By the TDU room was a steel ladder to the lower level that Rapier slid down. Rapier’s inspection now took him through the gyro room below the crew’s mess, to the Auxiliary Machinery room, then the torpedo room. In each space he made sure there was no unsecured equipment that could get damaged if the ship took on a severe angle or suddenly went into a roll. He lingered in the torpedo room, a long wide space built for weapon storage. A central aisle threaded between the waist-high storage table for the upper tubes. The port and starboard tables were packed with Mark 49 torpedoes, each painted green and stencilled with white block letters— MOD B HULLBUSTER. At the centerline were the experimental Mark 50’s, painted glossy red and stencilled HULLCRUSHER and looking long and graceful and fast. Forward of the weapon-storage area was the central-torpedo local-control panel, where the torpedo chief flooded and drained tubes and where the weapons could be moved from the panel with powerful hydraulic rams. On either side of the local control panel were the tubes themselves, canted outward from the centerline because the torpedo room was amidships. Since the torpedoes were socalled smart weapons, it no longer mattered in which direction they were launched… they would turn toward the target impact point by themselves. The tubes were embedded in water tanks, which were piped to the ship’s high-pressure air-system. Air pressurized the water tank, which was open to the aft end of the torpedo tube. The pressurized water pushed the weapon out of the tube, flushing it out. No air bubbles would escape to allow them to be detected. On each tube’s inner door hung a sign, WARSHOT LOADED.
Rapier checked the tubes, found them dry, their interlocks functional. He nodded to Chief Robertson, who sat at the local control panel. He then called control to tell them he was going to look into the battery compartment below the torpedo room. He lifted the hatch and peered down. The space was three feet high, thirty feet long, twenty feet wide. Once inside, a person would be lying on top of the batteries. Entry required removal of all metal objects on the body to avoid shorting the cells, each of which was the size of a household’s water heater and full of sulfuric acid. Satisfied, Rapier stood, lowered the hatch and left the torpedo room. Rapier knew the nuclear spaces aft would be ready. Chief Engineer Matt Delaney’s troops, the nukes, always were more squared away than the operations and weapons sailors, at least they thought they were. He crossed the centerline passageway to the captain’s stateroom and knocked. No reply. He opened the door and saw Pacino sitting at the table, staring into space.
“Sir?” Pacino focused and looked at Rapier.
“I’ve completed my tour. The ship is rigged for sea, sir. No major discrepancies.”
“Very well, XO,” Pacino said, his voice a monotone.
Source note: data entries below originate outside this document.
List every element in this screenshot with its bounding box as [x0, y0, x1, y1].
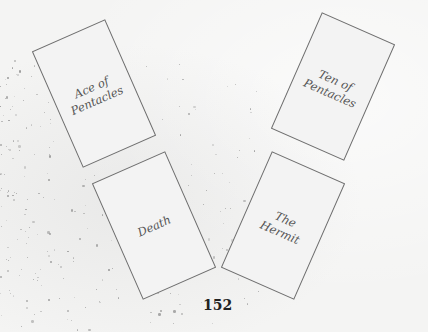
speck: [150, 322, 152, 324]
speck: [239, 150, 240, 151]
speck: [53, 141, 54, 142]
speck: [54, 249, 56, 251]
speck: [12, 106, 13, 107]
speck: [7, 247, 9, 249]
page-number: 152: [203, 297, 232, 313]
speck: [225, 208, 226, 209]
speck: [50, 123, 51, 124]
speck: [26, 127, 28, 129]
speck: [99, 302, 101, 304]
speck: [83, 213, 85, 215]
speck: [77, 329, 79, 331]
speck: [87, 228, 88, 229]
speck: [54, 199, 56, 201]
speck: [26, 300, 28, 302]
card-label: Ace of Pentacles: [62, 69, 124, 117]
speck: [23, 100, 25, 102]
speck: [88, 329, 91, 332]
speck: [4, 174, 5, 175]
speck: [1, 121, 3, 123]
speck: [50, 261, 52, 263]
speck: [220, 211, 221, 212]
speck: [28, 237, 29, 238]
speck: [35, 273, 37, 275]
speck: [24, 88, 26, 90]
speck: [173, 310, 176, 313]
speck: [17, 239, 18, 240]
speck: [179, 64, 180, 65]
speck: [112, 268, 113, 269]
speck: [170, 293, 171, 294]
speck: [173, 323, 174, 324]
speck: [6, 220, 7, 221]
speck: [34, 65, 36, 67]
speck: [6, 96, 9, 99]
speck: [29, 227, 30, 228]
speck: [146, 66, 148, 68]
speck: [19, 275, 20, 276]
speck: [74, 211, 76, 213]
speck: [1, 188, 2, 189]
speck: [17, 140, 19, 142]
speck: [222, 248, 223, 249]
speck: [47, 251, 48, 252]
speck: [26, 243, 27, 244]
speck: [208, 238, 211, 241]
speck: [67, 319, 68, 320]
speck: [158, 313, 161, 316]
speck: [17, 74, 19, 76]
speck: [178, 294, 180, 296]
speck: [201, 302, 202, 303]
speck: [6, 259, 7, 260]
speck: [180, 134, 182, 136]
speck: [7, 270, 9, 272]
speck: [258, 291, 259, 292]
speck: [160, 310, 162, 312]
speck: [85, 179, 86, 180]
speck: [73, 257, 75, 259]
speck: [3, 115, 5, 117]
speck: [238, 278, 240, 280]
speck: [111, 240, 113, 242]
speck: [206, 190, 207, 191]
speck: [212, 323, 213, 324]
speck: [13, 295, 15, 297]
speck: [20, 229, 22, 231]
speck: [6, 146, 7, 147]
speck: [94, 175, 95, 176]
speck: [181, 313, 183, 315]
speck: [118, 297, 120, 299]
speck: [32, 221, 35, 224]
speck: [222, 173, 223, 174]
speck: [34, 314, 35, 315]
speck: [31, 320, 34, 323]
speck: [227, 86, 228, 87]
speck: [235, 84, 236, 85]
speck: [85, 307, 86, 308]
speck: [71, 320, 72, 321]
speck: [96, 289, 97, 290]
speck: [223, 223, 224, 224]
speck: [49, 147, 50, 148]
speck: [7, 192, 8, 193]
speck: [50, 119, 51, 120]
speck: [247, 303, 249, 305]
speck: [19, 150, 20, 151]
speck: [48, 255, 51, 258]
speck: [24, 214, 26, 216]
speck: [48, 179, 50, 181]
speck: [243, 200, 246, 203]
speck: [37, 277, 39, 279]
speck: [27, 199, 28, 200]
speck: [191, 164, 192, 165]
speck: [74, 297, 75, 298]
speck: [60, 266, 62, 268]
speck: [203, 204, 205, 206]
speck: [10, 257, 11, 258]
speck: [214, 173, 215, 174]
speck: [14, 96, 15, 97]
speck: [0, 106, 1, 107]
speck: [12, 195, 14, 197]
speck: [1, 206, 2, 207]
speck: [182, 79, 184, 81]
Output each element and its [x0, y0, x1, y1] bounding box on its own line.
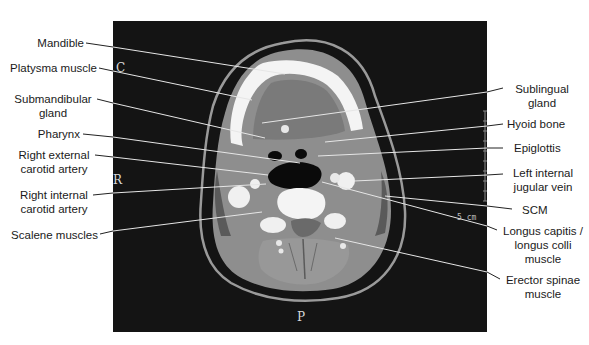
ct-axial-slice — [113, 21, 487, 332]
ct-anatomy-figure: C R P 5 cm — [0, 0, 589, 345]
ct-scan-panel: C R P 5 cm — [113, 21, 487, 332]
label-right-external-carotid-artery: Right external carotid artery — [14, 148, 94, 176]
label-submandibular-gland: Submandibular gland — [10, 92, 96, 120]
label-erector-spinae-muscle: Erector spinae muscle — [500, 273, 586, 301]
label-scalene-muscles: Scalene muscles — [0, 228, 98, 242]
label-right-internal-carotid-artery: Right internal carotid artery — [14, 188, 94, 216]
label-platysma-muscle: Platysma muscle — [0, 61, 97, 75]
label-epiglottis: Epiglottis — [514, 141, 561, 155]
label-longus-capitis-colli-muscle: Longus capitis / longus colli muscle — [497, 224, 589, 266]
orientation-marker-posterior: P — [297, 310, 305, 324]
scale-ticks — [483, 111, 487, 201]
orientation-marker-right: R — [113, 173, 122, 187]
label-left-internal-jugular-vein: Left internal jugular vein — [503, 166, 583, 194]
orientation-marker-anterior: C — [116, 61, 125, 75]
label-sublingual-gland: Sublingual gland — [503, 82, 581, 110]
label-scm: SCM — [522, 203, 548, 217]
scale-bar-label: 5 cm — [457, 213, 476, 222]
label-hyoid-bone: Hyoid bone — [507, 117, 565, 131]
label-pharynx: Pharynx — [0, 127, 80, 141]
label-mandible: Mandible — [0, 36, 84, 50]
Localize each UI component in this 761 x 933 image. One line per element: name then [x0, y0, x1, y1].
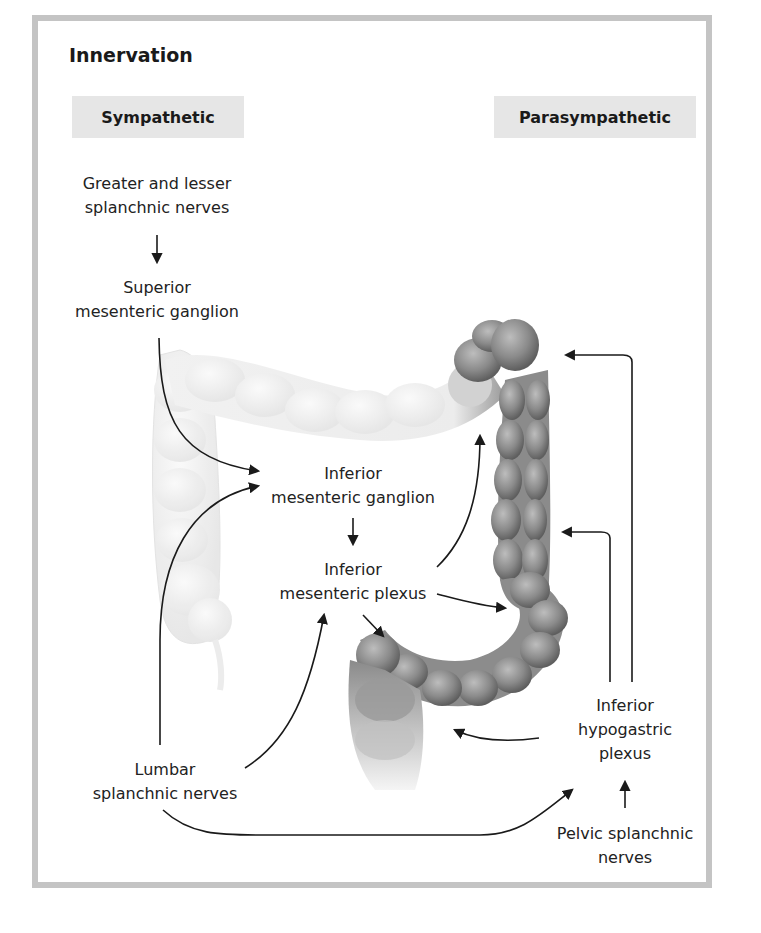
transverse-colon	[165, 355, 505, 441]
label-lumbar-splanchnic: Lumbar splanchnic nerves	[70, 758, 260, 806]
label-superior-mesenteric-ganglion: Superior mesenteric ganglion	[62, 276, 252, 324]
label-inferior-hypogastric-plexus: Inferior hypogastric plexus	[545, 694, 705, 766]
parasympathetic-header: Parasympathetic	[494, 96, 696, 138]
label-greater-lesser-splanchnic: Greater and lesser splanchnic nerves	[62, 172, 252, 220]
descending-colon	[454, 319, 550, 610]
label-inferior-mesenteric-plexus: Inferior mesenteric plexus	[258, 558, 448, 606]
label-inferior-mesenteric-ganglion: Inferior mesenteric ganglion	[258, 462, 448, 510]
figure-title: Innervation	[69, 44, 193, 66]
label-pelvic-splanchnic: Pelvic splanchnic nerves	[535, 822, 715, 870]
sympathetic-header: Sympathetic	[72, 96, 244, 138]
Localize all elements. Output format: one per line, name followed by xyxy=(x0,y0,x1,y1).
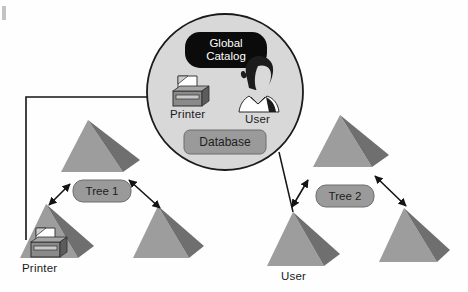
tree1-label: Tree 1 xyxy=(73,180,131,202)
diagram-canvas: Global Catalog Database Printer User Tre… xyxy=(0,0,468,292)
tree2-right-pyramid xyxy=(379,208,450,262)
global-catalog-label: Global Catalog xyxy=(185,32,267,68)
scan-artifact-mark xyxy=(2,6,6,20)
global-catalog-line1: Global xyxy=(209,37,242,50)
tree2-root-pyramid xyxy=(313,115,389,167)
arrow-tree2-root-to-left xyxy=(292,180,308,207)
tree2-left-node-label: User xyxy=(281,270,306,282)
circle-user-label: User xyxy=(245,113,270,125)
tree2-left-pyramid xyxy=(267,212,340,266)
arrow-tree2-root-to-right xyxy=(375,176,406,206)
database-label: Database xyxy=(184,130,266,154)
tree1-left-node-label: Printer xyxy=(22,262,57,274)
arrow-tree1-root-to-left xyxy=(49,184,70,205)
tree1-root-pyramid xyxy=(61,120,140,172)
connector-catalog-to-user xyxy=(279,152,293,212)
global-catalog-line2: Catalog xyxy=(206,50,246,63)
tree1-right-pyramid xyxy=(133,206,204,258)
circle-printer-label: Printer xyxy=(170,108,205,120)
tree2-label: Tree 2 xyxy=(316,185,374,207)
arrow-tree1-root-to-right xyxy=(129,180,160,208)
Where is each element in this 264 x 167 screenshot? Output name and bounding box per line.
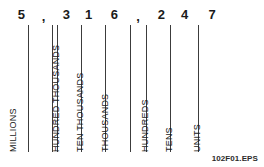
- place-value-name: HUNDREDS: [141, 99, 150, 152]
- place-label-holder: TENS: [174, 25, 184, 152]
- digit-value: 1: [82, 7, 96, 22]
- digit-comma: ,: [37, 9, 51, 24]
- column-divider-line: [130, 25, 131, 152]
- place-label-holder: TEN THOUSANDS: [85, 25, 95, 152]
- digit-value: 6: [107, 7, 121, 22]
- place-value-name: TEN THOUSANDS: [76, 73, 85, 152]
- digit-value: 3: [59, 7, 73, 22]
- place-value-name: UNITS: [193, 124, 202, 152]
- place-value-chart: 5,316,247 MILLIONSHUNDRED THOUSANDSTEN T…: [0, 0, 264, 167]
- place-value-name: THOUSANDS: [101, 94, 110, 152]
- place-label-holder: HUNDRED THOUSANDS: [61, 25, 71, 152]
- place-value-name: HUNDRED THOUSANDS: [52, 45, 61, 152]
- place-label-holder: MILLIONS: [18, 25, 28, 152]
- digit-comma: ,: [131, 9, 145, 24]
- place-value-name: TENS: [165, 127, 174, 152]
- place-value-name: MILLIONS: [9, 108, 18, 152]
- place-label-holder: THOUSANDS: [110, 25, 120, 152]
- digit-value: 2: [154, 7, 168, 22]
- digit-value: 7: [205, 7, 219, 22]
- column-divider-line: [28, 25, 29, 152]
- place-label-holder: HUNDREDS: [150, 25, 160, 152]
- digit-value: 4: [178, 7, 192, 22]
- file-id-label: 102F01.EPS: [212, 154, 258, 163]
- place-label-holder: UNITS: [202, 25, 212, 152]
- digit-value: 5: [14, 7, 28, 22]
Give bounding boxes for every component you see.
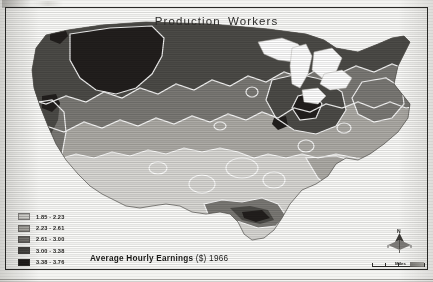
legend-item: 2.61 - 3.00: [18, 234, 64, 245]
legend-swatch-2: [18, 225, 30, 232]
map-caption: Average Hourly Earnings ($) 1966: [90, 254, 228, 263]
map-title: Production Workers: [6, 15, 427, 27]
legend-item: 2.23 - 2.61: [18, 222, 64, 233]
scale-bar-unit-label: Miles: [395, 261, 406, 266]
usa-contour-surface: [6, 8, 427, 269]
scanned-page: Production Workers 1.85 - 2.23 2.23 - 2.…: [0, 0, 433, 282]
legend-label-1: 1.85 - 2.23: [36, 214, 64, 220]
page-edge-line: [0, 279, 433, 280]
scale-tick: [424, 263, 425, 268]
legend-swatch-4: [18, 247, 30, 254]
north-arrow-icon: [384, 229, 418, 255]
legend-label-4: 3.00 - 3.38: [36, 248, 64, 254]
legend-label-2: 2.23 - 2.61: [36, 225, 64, 231]
map-legend: 1.85 - 2.23 2.23 - 2.61 2.61 - 3.00 3.00…: [18, 211, 64, 268]
map-plate-frame: Production Workers 1.85 - 2.23 2.23 - 2.…: [5, 7, 428, 270]
scale-tick: [372, 263, 373, 268]
north-arrow-label: N: [397, 228, 401, 234]
north-arrow: N: [384, 229, 418, 255]
legend-swatch-5: [18, 259, 30, 266]
scale-bar-scan-smudge: [410, 262, 424, 267]
scale-bar: Miles: [372, 260, 427, 269]
caption-bold-part: Average Hourly Earnings: [90, 254, 193, 263]
legend-swatch-3: [18, 236, 30, 243]
map-canvas: Production Workers 1.85 - 2.23 2.23 - 2.…: [6, 8, 427, 269]
scan-artifact-smudge-2: [33, 1, 63, 6]
scale-tick: [385, 263, 386, 268]
legend-item: 3.38 - 3.76: [18, 257, 64, 268]
legend-label-3: 2.61 - 3.00: [36, 236, 64, 242]
legend-item: 1.85 - 2.23: [18, 211, 64, 222]
contour-class-layers: [6, 8, 427, 269]
legend-swatch-1: [18, 213, 30, 220]
choropleth-map: [6, 8, 427, 269]
legend-item: 3.00 - 3.38: [18, 245, 64, 256]
caption-rest-part: ($) 1966: [196, 254, 229, 263]
legend-label-5: 3.38 - 3.76: [36, 259, 64, 265]
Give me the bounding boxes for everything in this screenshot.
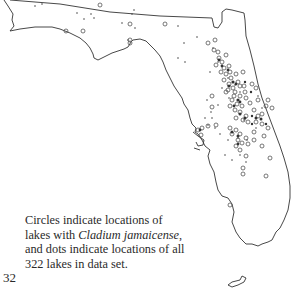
figure-caption: Circles indicate locations of lakes with… bbox=[25, 213, 225, 271]
caption-line-2-suffix: , bbox=[179, 228, 182, 242]
page-number: 32 bbox=[3, 270, 16, 286]
lake-dots bbox=[34, 3, 263, 163]
caption-line-1: Circles indicate locations of bbox=[25, 213, 225, 228]
species-name: Cladium jamaicense bbox=[78, 228, 179, 242]
caption-line-2: lakes with Cladium jamaicense, bbox=[25, 228, 225, 243]
caption-line-3: and dots indicate locations of all bbox=[25, 242, 225, 257]
caption-line-2-prefix: lakes with bbox=[25, 228, 78, 242]
cladium-circles bbox=[64, 3, 274, 207]
caption-line-4: 322 lakes in data set. bbox=[25, 257, 225, 272]
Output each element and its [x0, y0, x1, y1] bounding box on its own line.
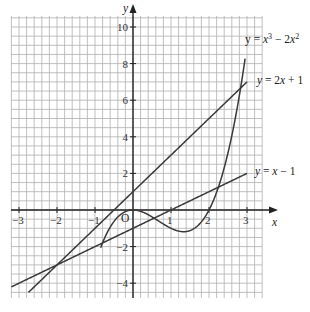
line-x-minus-1-label: y = x − 1 — [254, 165, 296, 178]
grid — [11, 16, 262, 298]
x-tick-label: 3 — [243, 214, 249, 226]
x-tick-label: 1 — [167, 214, 173, 226]
axes: xyO−3−2−1123108642−2−4 — [11, 2, 278, 298]
x-tick-label: −1 — [88, 214, 100, 226]
x-axis-label: x — [271, 216, 278, 228]
x-tick-label: −3 — [12, 214, 24, 226]
y-tick-label: −2 — [116, 241, 128, 253]
line-2x-plus-1-label: y = 2x + 1 — [256, 74, 303, 87]
x-axis-arrow-icon — [269, 207, 278, 214]
x-tick-label: −2 — [50, 214, 62, 226]
legend-labels: y = x3 − 2x2y = 2x + 1y = x − 1 — [245, 32, 303, 179]
series-3-line — [11, 173, 247, 286]
y-tick-label: 10 — [117, 21, 129, 33]
y-tick-label: 8 — [123, 58, 129, 70]
y-tick-label: 4 — [123, 131, 129, 143]
y-tick-label: −4 — [116, 277, 128, 289]
graph: xyO−3−2−1123108642−2−4y = x3 − 2x2y = 2x… — [0, 0, 310, 312]
cubic-label: y = x3 − 2x2 — [245, 32, 299, 47]
y-axis-label: y — [122, 2, 129, 15]
y-axis-arrow-icon — [130, 4, 137, 13]
y-tick-label: 2 — [123, 167, 129, 179]
curves — [11, 59, 247, 293]
series-2-line — [29, 82, 248, 292]
y-tick-label: 6 — [123, 94, 129, 106]
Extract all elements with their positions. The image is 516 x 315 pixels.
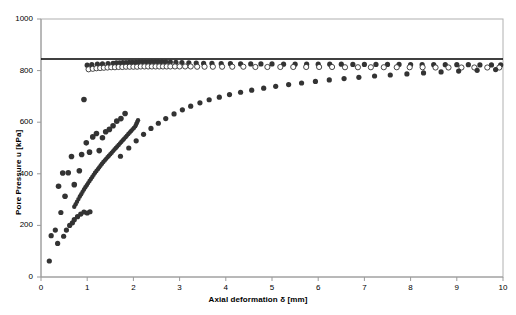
data-point	[373, 62, 378, 67]
data-point	[180, 107, 185, 112]
data-point	[65, 170, 71, 176]
data-point	[136, 118, 140, 122]
x-tick-label: 2	[121, 283, 145, 292]
x-tick-label: 6	[306, 283, 330, 292]
data-point	[407, 65, 412, 70]
data-point	[304, 64, 309, 69]
data-point	[253, 64, 258, 69]
data-point	[81, 97, 87, 103]
data-point	[148, 126, 153, 131]
y-tick-label: 600	[7, 117, 33, 126]
data-point	[329, 64, 334, 69]
data-point	[183, 64, 188, 69]
x-axis-title: Axial deformation δ [mm]	[0, 295, 516, 304]
data-point	[299, 80, 304, 85]
data-point	[493, 67, 498, 72]
data-point	[381, 65, 386, 70]
data-point	[87, 209, 92, 214]
data-point	[265, 64, 270, 69]
data-point	[118, 116, 124, 122]
data-point	[177, 64, 182, 69]
data-point	[327, 77, 332, 82]
data-point	[53, 227, 58, 232]
plot-svg	[0, 0, 516, 315]
data-point	[207, 97, 212, 102]
data-point	[195, 64, 200, 69]
data-point	[356, 75, 361, 80]
data-point	[71, 182, 77, 188]
x-tick-label: 3	[168, 283, 192, 292]
data-point	[47, 258, 52, 263]
data-point	[433, 65, 438, 70]
data-point	[87, 149, 93, 155]
data-point	[217, 95, 222, 100]
data-point	[210, 64, 215, 69]
data-point	[96, 148, 102, 154]
data-point	[350, 62, 355, 67]
data-point	[163, 116, 168, 121]
x-tick-label: 5	[260, 283, 284, 292]
data-point	[202, 64, 207, 69]
data-point	[258, 61, 263, 66]
data-point	[372, 73, 377, 78]
data-point	[77, 168, 83, 174]
data-point	[110, 123, 116, 129]
data-point	[126, 145, 131, 150]
plot-border	[41, 19, 503, 277]
x-tick-label: 0	[29, 283, 53, 292]
data-point	[248, 61, 253, 66]
data-point	[355, 65, 360, 70]
data-point	[249, 88, 254, 93]
data-point	[122, 111, 128, 117]
y-tick-label: 1000	[7, 14, 33, 23]
data-point	[388, 72, 393, 77]
data-point	[55, 241, 60, 246]
x-tick-label: 9	[445, 283, 469, 292]
data-point	[79, 152, 85, 158]
data-point	[291, 64, 296, 69]
data-point	[485, 65, 490, 70]
data-point	[220, 64, 225, 69]
x-tick-label: 8	[399, 283, 423, 292]
chart-container: Pore Pressure u [kPa] Axial deformation …	[0, 0, 516, 315]
data-point	[56, 183, 62, 189]
data-point	[341, 76, 346, 81]
data-point	[61, 234, 66, 239]
data-point	[269, 61, 274, 66]
data-point	[134, 138, 139, 143]
data-point	[141, 132, 146, 137]
y-tick-label: 200	[7, 220, 33, 229]
data-point	[197, 100, 202, 105]
data-point	[420, 65, 425, 70]
x-tick-label: 7	[352, 283, 376, 292]
data-point	[238, 90, 243, 95]
y-tick-label: 400	[7, 169, 33, 178]
data-point	[156, 121, 161, 126]
x-tick-label: 4	[214, 283, 238, 292]
data-point	[404, 71, 409, 76]
data-point	[475, 68, 480, 73]
y-axis-title-wrap: Pore Pressure u [kPa]	[0, 0, 16, 290]
data-point	[278, 64, 283, 69]
data-point	[438, 69, 443, 74]
data-point	[64, 227, 69, 232]
y-tick-label: 0	[7, 272, 33, 281]
data-point	[100, 135, 106, 141]
data-point	[261, 86, 266, 91]
data-point	[188, 64, 193, 69]
data-point	[286, 82, 291, 87]
data-point	[477, 62, 482, 67]
data-point	[362, 62, 367, 67]
data-point	[342, 65, 347, 70]
data-point	[227, 92, 232, 97]
data-point	[241, 64, 246, 69]
data-point	[230, 64, 235, 69]
data-point	[94, 131, 100, 137]
data-point	[421, 70, 426, 75]
data-point	[446, 65, 451, 70]
x-tick-label: 1	[75, 283, 99, 292]
x-tick-label: 10	[491, 283, 515, 292]
data-point	[317, 64, 322, 69]
data-point	[456, 69, 461, 74]
data-point	[368, 65, 373, 70]
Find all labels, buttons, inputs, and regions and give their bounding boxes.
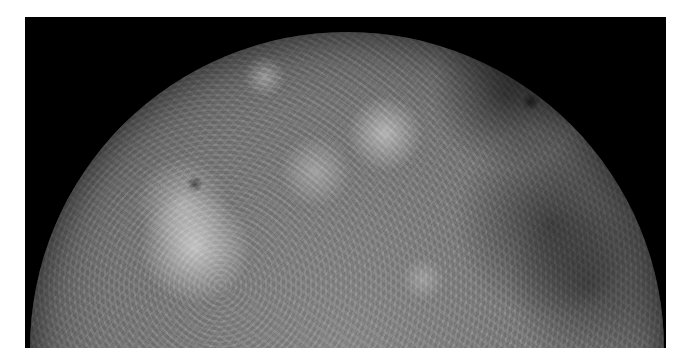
crater-texture — [30, 32, 664, 348]
photograph-frame — [25, 17, 666, 348]
planet-surface — [30, 32, 664, 348]
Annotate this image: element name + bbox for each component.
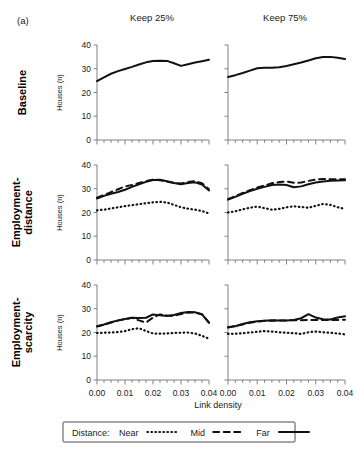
legend-label-near: Near xyxy=(119,428,139,438)
y-tick-label: 40 xyxy=(82,40,92,50)
y-tick-label: 10 xyxy=(82,231,92,241)
x-tick-label: 0.00 xyxy=(220,388,237,398)
y-axis-label-row-1: Houses (n) xyxy=(55,74,64,111)
y-tick-label: 40 xyxy=(82,280,92,290)
row-title-employment-distance: Employment- xyxy=(10,177,22,247)
x-tick-label: 0.00 xyxy=(89,388,106,398)
row-title-employment-distance: distance xyxy=(22,190,34,235)
legend-prefix-label: Distance: xyxy=(72,428,110,438)
figure-background xyxy=(0,0,359,451)
y-tick-label: 10 xyxy=(82,351,92,361)
x-axis-title: Link density xyxy=(194,400,242,410)
y-tick-label: 40 xyxy=(82,160,92,170)
y-tick-label: 20 xyxy=(82,88,92,98)
x-tick-label: 0.02 xyxy=(145,388,162,398)
y-tick-label: 30 xyxy=(82,184,92,194)
row-title-employment-scarcity: scarcity xyxy=(22,311,34,353)
y-tick-label: 0 xyxy=(86,375,91,385)
column-title-keep25: Keep 25% xyxy=(130,12,174,23)
legend-label-mid: Mid xyxy=(190,428,205,438)
y-tick-label: 20 xyxy=(82,208,92,218)
legend-label-far: Far xyxy=(256,428,270,438)
x-tick-label: 0.03 xyxy=(173,388,190,398)
x-tick-label: 0.01 xyxy=(117,388,134,398)
y-axis-label-row-2: Houses (n) xyxy=(55,194,64,231)
panel-letter-label: (a) xyxy=(17,15,29,26)
row-title-employment-scarcity: Employment- xyxy=(10,297,22,367)
y-tick-label: 30 xyxy=(82,304,92,314)
y-tick-label: 30 xyxy=(82,64,92,74)
y-tick-label: 0 xyxy=(86,255,91,265)
y-tick-label: 10 xyxy=(82,111,92,121)
y-tick-label: 20 xyxy=(82,328,92,338)
x-tick-label: 0.02 xyxy=(278,388,295,398)
figure-panel-a: (a) Keep 25% Keep 75% BaselineEmployment… xyxy=(0,0,359,451)
x-tick-label: 0.03 xyxy=(307,388,324,398)
x-tick-label: 0.01 xyxy=(249,388,266,398)
y-tick-label: 0 xyxy=(86,135,91,145)
x-tick-label: 0.04 xyxy=(337,388,354,398)
row-title-baseline: Baseline xyxy=(16,70,28,115)
column-title-keep75: Keep 75% xyxy=(263,12,307,23)
y-axis-label-row-3: Houses (n) xyxy=(55,314,64,351)
x-tick-label: 0.04 xyxy=(201,388,218,398)
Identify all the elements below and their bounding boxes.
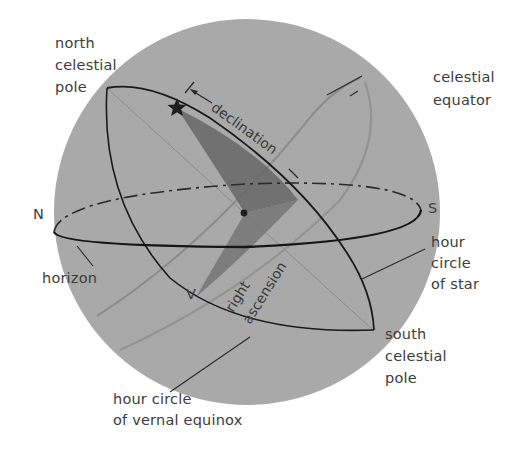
label-vernal-equinox: V <box>186 285 196 303</box>
label-north-celestial-pole: north celestial pole <box>55 32 117 98</box>
label-south: S <box>428 199 437 217</box>
label-hour-circle-of-star: hour circle of star <box>431 232 479 295</box>
label-hour-circle-of-vernal-equinox: hour circle of vernal equinox <box>113 389 242 431</box>
celestial-sphere-diagram: north celestial pole celestial equator N… <box>0 0 531 450</box>
label-celestial-equator: celestial equator <box>433 66 495 112</box>
label-north: N <box>33 205 44 223</box>
center-dot <box>241 210 248 217</box>
label-south-celestial-pole: south celestial pole <box>385 323 447 389</box>
label-horizon: horizon <box>42 269 97 287</box>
“Anything else, sir?” Pacino shook his head, and Rapier got out of there. Clearly the captain had a lot on his mind. As the door shut gently and Rapier’s footsteps faded down the ladder to operations middle level, Pacino shook off memories of his father and the Russian admiral somewhere out there… He got up from the table and made his way forward into the control room to the navigation alcove. Even at flank speed they would not be able to dive until mid-afternoon because the continental shelf was some 150 miles east of the Virginia coastline. The Devilfish, after all, was designed for submerged speed… on the surface she could only do 20 knots because of the need to fight the bow wave. Pacino checked his watch impatiently, and began to calculate the time it would take to get to the marginal ice zone north of Iceland. Twenty minutes later the wardroom table was crowded with officers around the table, some clasping their hands together on the blue leather cover, some doodling on spiral notebook pages. Executive Officer Rapier took his seat to the right of the chair near the end reserved for the captain. Navigator lan Christman stood at the corner of the room at a curtain. Christman had two modes of operation: frantic or sleepy. Pacino walked into the room, accepted a cup of coffee, sat at the head of the table and waved at Christman.
“Go ahead, Nav.” Christman stepped into the pantry, the small closet between the wardroom and galley, shut its outer door and threw the bolt. He shut both wardroom doors and locked them, sealing the room. Back in the corner of the room by the captain’s chair he drew the curtain aside, revealing an Arctic Ocean chart and a blueprint of the Russian OMEGA submarine, both stamped TOP SECRET. He turned to the men in the room and pointed to the chart.